The call volume to Poison Control Centers is growing as more and more young children are getting sick after mistaking marijuana edibles for a snack.

Steve Lee one of the owners of Green2Go tells me Washington State has specific rules they have to follow when selling Marijuana edibles.

“You can’t use cartoons, or animals, or creatures, or characters or stuff that would appeal to children on packaging at all. That there are very specific rules,” said Lee.

Those rules haven’t helped the rising rate of children eating edibles. According to the Medical Journal of Pediatrics, in 2021, 1,300 percent more children under six years old ate marijuana edibles compared to 2017.

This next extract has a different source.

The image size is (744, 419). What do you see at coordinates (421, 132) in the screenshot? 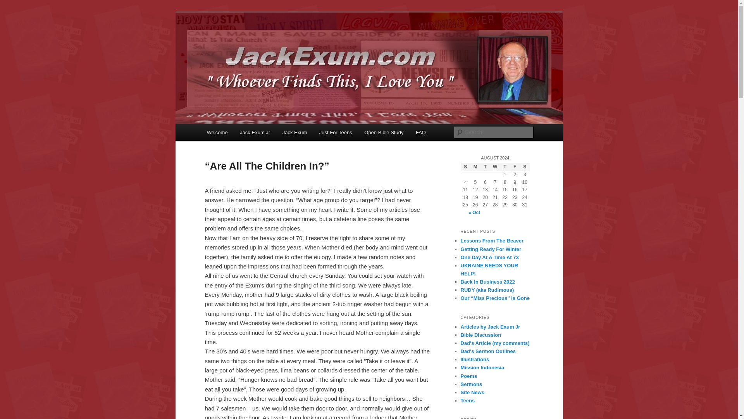
I see `FAQ` at bounding box center [421, 132].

Edibles packaged to look like candy or cookies get the attention of kids, who are unaware of the risk and can sometimes eat several at a time.

Lee says in Washington there’s a very strict child-proof packaging law.

The state law also states that all edibles have to be individually packaged within the bag.

Beven Briggs is a practicing Nurse Practitioner and says you can’t predict how much THC. the active ingredient in cannabis is in an edible.

“You might have an idea but there’s no way to predict how much they’re getting, so it makes it very difficult,” said Briggs.

Briggs and Lee both say the best way to keep your kids away from your edibles is to put them in a lockbox and out of reach of children.

“They really should be locked up, so that the only way you have access to it is very intentionally you the key out or enter a code into a safe for whatever your locking mechanism is,” said Briggs.

Lee says “Little cash boxes that you use at yard sales work exceptionally well. They also sell pizza delivery cash bags.”

Lee has partnered with the Department of Health several times to do a lockbox giveaway.

A statewide program that will give out lockboxes free of charge.